Science
Related: About this forumAsteroid impact risks 'underappreciated' (BBC) {new data from infrasound detectors}
A visualisation showing where sizeable asteroids have hit the Earth in recent years has been released by the B612 Foundation.
The US-based group, which includes a number of former Nasa astronauts, campaigns on the issue of space protection.
It hopes the visualisation will press home the idea that impacts are more common than we think.
The presentation leans on data collected by the Comprehensive Nuclear-Test-Ban Treaty Organization (CTBTO).
The CTBTO operates a network of sensors that listens out for clandestine atom bomb detonations.
***
more: http://www.bbc.com/news/science-environment-27039285
video: https://b612foundation.org/
more: http://www.neoshield.net/en/index.htm (an EU-based organization)
Worth a read. Apparently there have been several strikes larger than the Chelyabinsk meteor in the last several years, all over the open ocean, where they were unobserved, except for seismic signals.
jakeXT
(10,575 posts)or where is the 600 kt number coming from? That would make Chelyabinsk the biggest one in the last 14 years.
http://alpha-lyrae.co.uk/2013/11/09/analysis-of-chelyabinsk-meteorite-yields-size-energy-source-and-concludes-large-asteroid-impact-risk-underestimated/
Between 2000 and 2013, a network of sensors that monitors Earth around the clock listening for the infrasound signature of nuclear detonations detected 26 explosions on Earth ranging in energy from 1-600 kilotons all caused not by nuclear explosions, but rather by asteroid impacts.
...
8/25/2000 (1-10 kilotons) NORTH PACIFIC OCEAN
4/23/2001 (1-10 kilotons) NORTH PACIFIC OCEAN
3/9/2002 (1-10 kilotons) NORTH PACIFIC OCEAN
8/9/2006 (1-10 kilotons) INDIAN OCEAN
9/2/2006 (1-10 kilotons) INDIAN OCEAN
10/2/2006 (1-10 kilotons) ARABIAN SEA
12/9/2006 (10-20 kilotons) EGYPT
9/22/2007 (1-10 kilotons) INDIAN OCEAN
12/26/2007 (1-10 kilotons) SOUTH PACIFIC OCEAN
10/7/2008 (1-10 kilotons) SUDAN
10/8/2009 (>20 kilotons) SOUTH SULAWESI, INDONESIA
9/3/2010 (10-20 kilotons) SOUTH PACIFIC OCEAN
12/25/2010 (1-10 kilotons) TASMAN SEA
4/22/2012 (1-10 kilotons) CALIFORNIA, USA
2/15/2013 (>20 kilotons) CHELYABINSK, OBLAST, RUSSIA
4/21/2013 (1-10 kilotons) SANTIAGO DEL ESTERO, ARGENTINA
4/30/2013 (10-20 kilotons) NORTH ATLANTIC OCEAN
https://b612foundation.org/list-of-impacts-from-impact-video/
eppur_se_muova
(36,261 posts)I don't know if that conclusion was subsequently revised, or the B612 group used estimates from other sources.
jakeXT
(10,575 posts)Tunguska 1908 with 10-15Mt was definitely bigger than Chelyabinsk, but there isn't much more in the last 100 years.
South Sulawesi is listed on Wikipedia as 3150kt.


__Work instruction__
Scan the material below for "area", then return each line that contains it.

'''

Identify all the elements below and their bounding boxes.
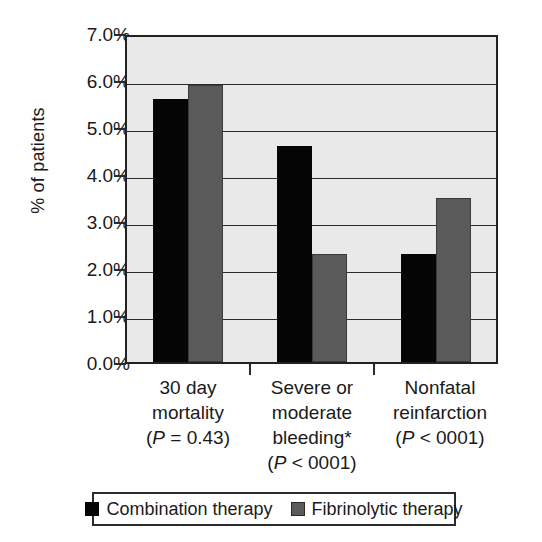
category-pvalue: (P < 0001) — [375, 425, 505, 450]
x-category-label-30-day-mortality: 30 day mortality (P = 0.43) — [133, 375, 243, 450]
x-category-label-severe-moderate-bleeding: Severe or moderate bleeding* (P < 0001) — [257, 375, 367, 475]
category-line-3: bleeding* — [257, 425, 367, 450]
p-letter: P — [402, 427, 415, 448]
category-pvalue: (P < 0001) — [257, 450, 367, 475]
gridline-6 — [127, 84, 496, 85]
category-line-1: Severe or — [257, 375, 367, 400]
legend-label-combination: Combination therapy — [106, 499, 272, 520]
bar-combination-30-day-mortality — [153, 99, 188, 362]
bar-fibrinolytic-nonfatal-reinfarction — [436, 198, 471, 362]
plot-area — [125, 35, 498, 364]
p-rest: < 0001) — [414, 427, 484, 448]
legend-entry-combination-therapy: Combination therapy — [85, 499, 272, 520]
legend-entry-fibrinolytic-therapy: Fibrinolytic therapy — [291, 499, 463, 520]
x-axis-separator-2 — [373, 364, 375, 375]
p-rest: = 0.43) — [165, 427, 230, 448]
bar-combination-nonfatal-reinfarction — [401, 254, 436, 362]
legend-label-fibrinolytic: Fibrinolytic therapy — [312, 499, 463, 520]
category-pvalue: (P = 0.43) — [133, 425, 243, 450]
x-axis-separator-1 — [249, 364, 251, 375]
category-line-1: Nonfatal — [375, 375, 505, 400]
legend-swatch-icon-fibrinolytic — [291, 502, 305, 516]
category-line-1: 30 day — [133, 375, 243, 400]
bar-combination-severe-moderate-bleeding — [277, 146, 312, 362]
chart-legend: Combination therapy Fibrinolytic therapy — [92, 492, 456, 526]
bar-fibrinolytic-severe-moderate-bleeding — [312, 254, 347, 362]
p-letter: P — [152, 427, 165, 448]
category-line-2: moderate — [257, 400, 367, 425]
bar-chart-figure: % of patients 7.0% 6.0% 5.0% 4.0% 3.0% 2… — [0, 0, 542, 542]
p-letter: P — [274, 452, 287, 473]
bar-fibrinolytic-30-day-mortality — [188, 85, 223, 362]
p-rest: < 0001) — [286, 452, 356, 473]
category-line-2: reinfarction — [375, 400, 505, 425]
legend-swatch-icon-combination — [85, 502, 99, 516]
category-line-2: mortality — [133, 400, 243, 425]
x-category-label-nonfatal-reinfarction: Nonfatal reinfarction (P < 0001) — [375, 375, 505, 450]
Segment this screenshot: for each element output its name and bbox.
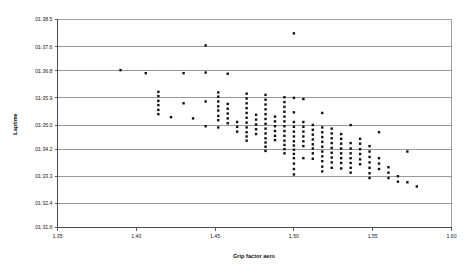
data-point	[368, 161, 370, 163]
plot-area-border	[58, 20, 452, 228]
data-point	[378, 168, 380, 170]
data-point	[321, 150, 323, 152]
data-point	[255, 118, 257, 120]
data-point	[293, 97, 295, 99]
data-point	[349, 142, 351, 144]
data-point	[312, 124, 314, 126]
data-point	[227, 117, 229, 119]
data-point	[264, 137, 266, 139]
y-tick-label: 01:36.8	[35, 68, 52, 74]
data-point	[312, 147, 314, 149]
data-point	[227, 103, 229, 105]
data-point	[340, 152, 342, 154]
data-point	[331, 167, 333, 169]
y-tick-label: 01:35.9	[35, 95, 52, 101]
data-point	[349, 147, 351, 149]
data-point	[359, 163, 361, 165]
data-point	[274, 135, 276, 137]
data-point	[312, 143, 314, 145]
data-point	[255, 114, 257, 116]
data-point	[227, 112, 229, 114]
data-point	[227, 108, 229, 110]
data-point	[119, 69, 121, 71]
data-point	[321, 165, 323, 167]
data-point	[321, 160, 323, 162]
data-point	[293, 173, 295, 175]
y-tick-label: 01:35.0	[35, 122, 52, 128]
y-tick-label: 01:33.3	[35, 173, 52, 179]
data-point	[293, 111, 295, 113]
data-point	[264, 127, 266, 129]
data-point	[378, 162, 380, 164]
data-point	[368, 156, 370, 158]
data-point	[157, 104, 159, 106]
data-point	[274, 120, 276, 122]
x-tick-label: 1.40	[131, 233, 141, 239]
data-point	[293, 140, 295, 142]
data-point	[340, 167, 342, 169]
data-point	[340, 157, 342, 159]
data-point	[416, 185, 418, 187]
data-point	[331, 127, 333, 129]
data-point	[368, 177, 370, 179]
data-point	[340, 162, 342, 164]
data-point	[321, 155, 323, 157]
data-point	[227, 73, 229, 75]
data-point	[321, 126, 323, 128]
data-point	[217, 91, 219, 93]
data-point	[283, 139, 285, 141]
x-tick-label: 1.55	[368, 233, 378, 239]
data-point	[293, 121, 295, 123]
data-point	[283, 106, 285, 108]
data-point	[378, 157, 380, 159]
y-tick-label: 01:32.4	[35, 200, 52, 206]
chart-container: 01:31.601:32.401:33.301:34.201:35.001:35…	[0, 0, 471, 268]
data-point	[264, 132, 266, 134]
data-point	[349, 162, 351, 164]
data-point	[217, 126, 219, 128]
data-point	[274, 125, 276, 127]
y-tick-label: 01:37.6	[35, 44, 52, 50]
data-point	[312, 133, 314, 135]
data-point	[331, 147, 333, 149]
data-point	[182, 102, 184, 104]
data-point	[331, 152, 333, 154]
data-point	[302, 145, 304, 147]
data-point	[293, 153, 295, 155]
data-point	[264, 141, 266, 143]
data-point	[321, 141, 323, 143]
data-point	[283, 148, 285, 150]
data-point	[204, 100, 206, 102]
data-point	[245, 92, 247, 94]
data-point	[340, 143, 342, 145]
data-point	[283, 96, 285, 98]
data-point	[236, 121, 238, 123]
data-point	[321, 136, 323, 138]
data-point	[283, 152, 285, 154]
data-point	[217, 95, 219, 97]
data-point	[255, 128, 257, 130]
data-point	[321, 146, 323, 148]
data-point	[264, 108, 266, 110]
x-tick-label: 1.35	[52, 233, 62, 239]
data-point	[321, 170, 323, 172]
data-point	[157, 91, 159, 93]
data-point	[368, 145, 370, 147]
data-point	[331, 132, 333, 134]
data-point	[283, 120, 285, 122]
data-point	[331, 161, 333, 163]
data-point	[359, 153, 361, 155]
data-point	[340, 133, 342, 135]
scatter-chart: 01:31.601:32.401:33.301:34.201:35.001:35…	[0, 0, 471, 268]
data-point	[217, 115, 219, 117]
data-point	[204, 71, 206, 73]
data-point	[217, 109, 219, 111]
data-point	[245, 131, 247, 133]
data-point	[264, 113, 266, 115]
x-tick-label: 1.45	[210, 233, 220, 239]
data-point	[302, 140, 304, 142]
data-point	[217, 100, 219, 102]
data-point	[312, 138, 314, 140]
data-point	[349, 167, 351, 169]
x-tick-label: 1.50	[289, 233, 299, 239]
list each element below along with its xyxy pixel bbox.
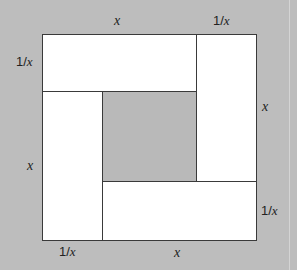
label-right-inv-x: 1/x <box>261 203 278 219</box>
label-bottom-inv-x: 1/x <box>59 244 76 260</box>
label-left-x: x <box>27 158 33 174</box>
right-rectangle <box>196 34 257 182</box>
top-rectangle <box>42 34 197 92</box>
label-top-inv-x: 1/x <box>213 13 230 29</box>
center-square <box>102 91 196 181</box>
label-top-x: x <box>114 13 120 29</box>
label-left-inv-num: 1/ <box>16 54 27 69</box>
label-top-inv-var: x <box>224 13 230 28</box>
label-right-inv-var: x <box>272 203 278 218</box>
label-left-inv-x: 1/x <box>16 54 33 70</box>
label-bottom-inv-num: 1/ <box>59 244 70 259</box>
background-guide-line <box>289 0 290 270</box>
label-bottom-x: x <box>174 245 180 261</box>
label-top-inv-num: 1/ <box>213 13 224 28</box>
label-right-x: x <box>262 99 268 115</box>
label-bottom-inv-var: x <box>70 244 76 259</box>
label-right-inv-num: 1/ <box>261 203 272 218</box>
bottom-rectangle <box>102 181 257 241</box>
label-left-inv-var: x <box>27 54 33 69</box>
left-rectangle <box>42 91 103 241</box>
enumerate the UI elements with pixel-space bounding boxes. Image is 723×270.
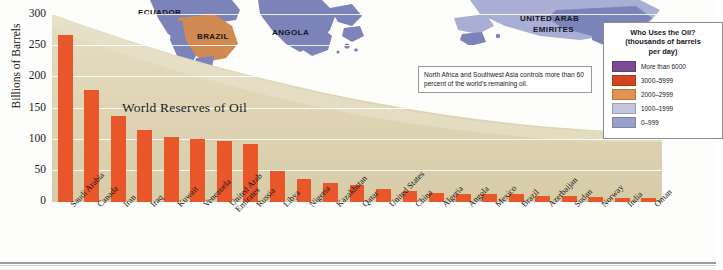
legend-title-line2: (thousands of barrels [610,37,716,46]
bar-iraq [137,130,152,202]
ytick-150: 150 [0,101,46,113]
ytick-50: 50 [0,163,46,175]
x-axis-labels: Saudi ArabiaCanadaIranIraqKuwaitVenezuel… [52,202,662,270]
ytick-250: 250 [0,38,46,50]
y-axis-label: Billions of Barrels [10,6,22,126]
legend-swatch-icon [612,61,636,72]
legend-item: 1000–1999 [612,103,716,114]
legend-item-label: More than 6000 [641,63,686,70]
page-bottom-rule-2 [0,265,716,266]
ytick-100: 100 [0,132,46,144]
legend-swatch-icon [612,75,636,86]
legend-items: More than 60003000–59992000–29991000–199… [610,61,716,128]
ytick-200: 200 [0,69,46,81]
legend-item: 3000–5999 [612,75,716,86]
legend-title-line1: Who Uses the Oil? [610,28,716,37]
chart-title: World Reserves of Oil [122,100,247,116]
legend-item-label: 1000–1999 [641,105,673,112]
page-bottom-rule [0,262,716,264]
legend-title: Who Uses the Oil? (thousands of barrels … [610,28,716,56]
legend-item-label: 3000–5999 [641,77,673,84]
ytick-300: 300 [0,7,46,19]
legend: Who Uses the Oil? (thousands of barrels … [603,22,723,139]
legend-item-label: 0–999 [641,119,659,126]
legend-item-label: 2000–2999 [641,91,673,98]
legend-swatch-icon [612,103,636,114]
legend-item: 0–999 [612,117,716,128]
legend-item: More than 6000 [612,61,716,72]
ytick-0: 0 [0,194,46,206]
legend-swatch-icon [612,89,636,100]
legend-swatch-icon [612,117,636,128]
bar-kuwait [164,137,179,202]
legend-title-line3: per day) [610,47,716,56]
legend-item: 2000–2999 [612,89,716,100]
bar-saudi-arabia [58,35,73,202]
annotation-box: North Africa and Southwest Asia controls… [418,66,592,93]
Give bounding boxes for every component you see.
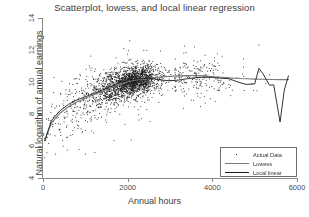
- x-tick: [128, 178, 129, 182]
- x-tick: [43, 178, 44, 182]
- y-tick-label: 8: [27, 112, 36, 116]
- chart-figure: Scatterplot, lowess, and local linear re…: [0, 0, 309, 217]
- line-marker-icon: [224, 168, 250, 177]
- legend-label: Lowess: [250, 161, 272, 167]
- y-tick: [38, 146, 42, 147]
- x-tick-label: 4000: [204, 183, 221, 192]
- y-tick: [38, 50, 42, 51]
- y-tick-label: 14: [27, 14, 36, 22]
- legend-item-local-linear: Local linear: [224, 168, 293, 177]
- legend-label: Actual Data: [250, 152, 282, 158]
- x-tick-label: 6000: [289, 183, 306, 192]
- y-tick-label: 10: [27, 78, 36, 86]
- point-marker-icon: [224, 150, 250, 159]
- x-tick: [212, 178, 213, 182]
- line-marker-icon: [224, 159, 250, 168]
- legend-label: Local linear: [250, 170, 282, 176]
- y-tick: [38, 18, 42, 19]
- chart-legend[interactable]: Actual Data Lowess Local linear: [220, 147, 297, 177]
- x-axis-title: Annual hours: [0, 196, 309, 206]
- legend-item-actual-data: Actual Data: [224, 150, 293, 159]
- y-tick: [38, 82, 42, 83]
- y-tick: [38, 114, 42, 115]
- y-tick-label: 4: [27, 176, 36, 180]
- x-axis-spine: [42, 178, 297, 179]
- y-tick: [38, 178, 42, 179]
- legend-item-lowess: Lowess: [224, 159, 293, 168]
- x-tick-label: 0: [41, 183, 45, 192]
- x-tick-label: 2000: [119, 183, 136, 192]
- x-tick: [297, 178, 298, 182]
- chart-title: Scatterplot, lowess, and local linear re…: [0, 2, 309, 13]
- y-tick-label: 12: [27, 46, 36, 54]
- y-tick-label: 6: [27, 144, 36, 148]
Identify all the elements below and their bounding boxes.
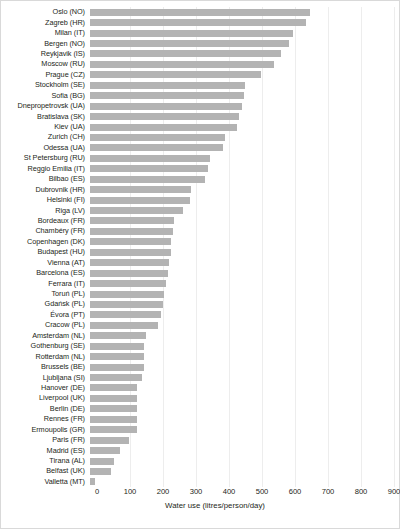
bar-track: [90, 111, 394, 121]
bar-track: [90, 101, 394, 111]
bar: [90, 155, 210, 162]
bar-category-label: Stockholm (SE): [8, 81, 90, 89]
bar: [90, 384, 137, 391]
bar: [90, 113, 239, 120]
bar-row: Copenhagen (DK): [8, 237, 394, 247]
bar-row: Hanover (DE): [8, 383, 394, 393]
bar-row: Prague (CZ): [8, 70, 394, 80]
bar-row: Gdańsk (PL): [8, 299, 394, 309]
bar-track: [90, 122, 394, 132]
bar: [90, 468, 111, 475]
bar-track: [90, 383, 394, 393]
bar-category-label: Ferrara (IT): [8, 280, 90, 288]
bar-category-label: Oslo (NO): [8, 8, 90, 16]
bar-category-label: Bratislava (SK): [8, 113, 90, 121]
bar-row: St Petersburg (RU): [8, 153, 394, 163]
bar: [90, 207, 183, 214]
bar: [90, 249, 171, 256]
x-tick-label: 700: [322, 487, 335, 497]
bar-track: [90, 247, 394, 257]
bar-track: [90, 341, 394, 351]
chart-figure: Oslo (NO)Zagreb (HR)Milan (IT)Bergen (NO…: [0, 0, 400, 529]
bar-category-label: Bilbao (ES): [8, 175, 90, 183]
bar-track: [90, 299, 394, 309]
bar-category-label: Gdańsk (PL): [8, 300, 90, 308]
bar-row: Tirana (AL): [8, 456, 394, 466]
bar: [90, 176, 205, 183]
bar-row: Odessa (UA): [8, 143, 394, 153]
bar: [90, 9, 310, 16]
bar-row: Belfast (UK): [8, 466, 394, 476]
x-axis-title-label: Water use (litres/person/day): [165, 501, 265, 510]
bar-track: [90, 331, 394, 341]
bar-category-label: Reykjavik (IS): [8, 50, 90, 58]
bar-row: Zurich (CH): [8, 132, 394, 142]
bar-track: [90, 59, 394, 69]
bar-row: Ermoupolis (GR): [8, 425, 394, 435]
bar-track: [90, 445, 394, 455]
bar: [90, 228, 173, 235]
bar-track: [90, 226, 394, 236]
bar-row: Ferrara (IT): [8, 278, 394, 288]
bar-row: Dubrovnik (HR): [8, 184, 394, 194]
bar-row: Milan (IT): [8, 28, 394, 38]
bar: [90, 19, 306, 26]
x-tick-label: 500: [256, 487, 269, 497]
bar-row: Rotterdam (NL): [8, 351, 394, 361]
bar-track: [90, 17, 394, 27]
bar-category-label: Ermoupolis (GR): [8, 426, 90, 434]
bar-row: Reggio Emilia (IT): [8, 164, 394, 174]
bar-category-label: Prague (CZ): [8, 71, 90, 79]
x-axis-title: Water use (litres/person/day): [8, 501, 394, 510]
bar-row: Rennes (FR): [8, 414, 394, 424]
bar-category-label: St Petersburg (RU): [8, 154, 90, 162]
bar-row: Sofia (BG): [8, 91, 394, 101]
bar: [90, 197, 190, 204]
bar-row: Moscow (RU): [8, 59, 394, 69]
bar-row: Bordeaux (FR): [8, 216, 394, 226]
bar-category-label: Gothenburg (SE): [8, 342, 90, 350]
bar: [90, 301, 163, 308]
bar-row: Amsterdam (NL): [8, 331, 394, 341]
bar-row: Riga (LV): [8, 205, 394, 215]
bar-track: [90, 195, 394, 205]
bar-track: [90, 456, 394, 466]
bar-track: [90, 414, 394, 424]
bar: [90, 259, 169, 266]
gridline: [394, 7, 395, 487]
bar-track: [90, 28, 394, 38]
bar-row: Liverpool (UK): [8, 393, 394, 403]
bar-track: [90, 362, 394, 372]
bar-category-label: Zurich (CH): [8, 133, 90, 141]
bar-track: [90, 91, 394, 101]
bar: [90, 374, 142, 381]
bar-track: [90, 425, 394, 435]
bar-category-label: Madrid (ES): [8, 447, 90, 455]
bar-row: Kiev (UA): [8, 122, 394, 132]
bar-category-label: Dnepropetrovsk (UA): [8, 102, 90, 110]
bar: [90, 332, 146, 339]
bar-category-label: Hanover (DE): [8, 384, 90, 392]
x-tick-label: 400: [223, 487, 236, 497]
bar-track: [90, 258, 394, 268]
bar-track: [90, 153, 394, 163]
bar: [90, 311, 161, 318]
bar-row: Paris (FR): [8, 435, 394, 445]
bar-row: Madrid (ES): [8, 445, 394, 455]
bar-category-label: Tirana (AL): [8, 457, 90, 465]
bar-rows: Oslo (NO)Zagreb (HR)Milan (IT)Bergen (NO…: [8, 7, 394, 487]
bar-category-label: Paris (FR): [8, 436, 90, 444]
bar-category-label: Toruń (PL): [8, 290, 90, 298]
bar-category-label: Odessa (UA): [8, 144, 90, 152]
bar: [90, 437, 129, 444]
bar-track: [90, 70, 394, 80]
bar-row: Vienna (AT): [8, 258, 394, 268]
x-tick-label: 300: [190, 487, 203, 497]
bar: [90, 395, 137, 402]
bar-category-label: Helsinki (FI): [8, 196, 90, 204]
bar-track: [90, 278, 394, 288]
bar-category-label: Dubrovnik (HR): [8, 186, 90, 194]
bar-category-label: Barcelona (ES): [8, 269, 90, 277]
bar-row: Berlin (DE): [8, 404, 394, 414]
bar-track: [90, 164, 394, 174]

'''

__Answer__
plot-area — [125, 35, 498, 364]
plot-area-border	[58, 20, 452, 228]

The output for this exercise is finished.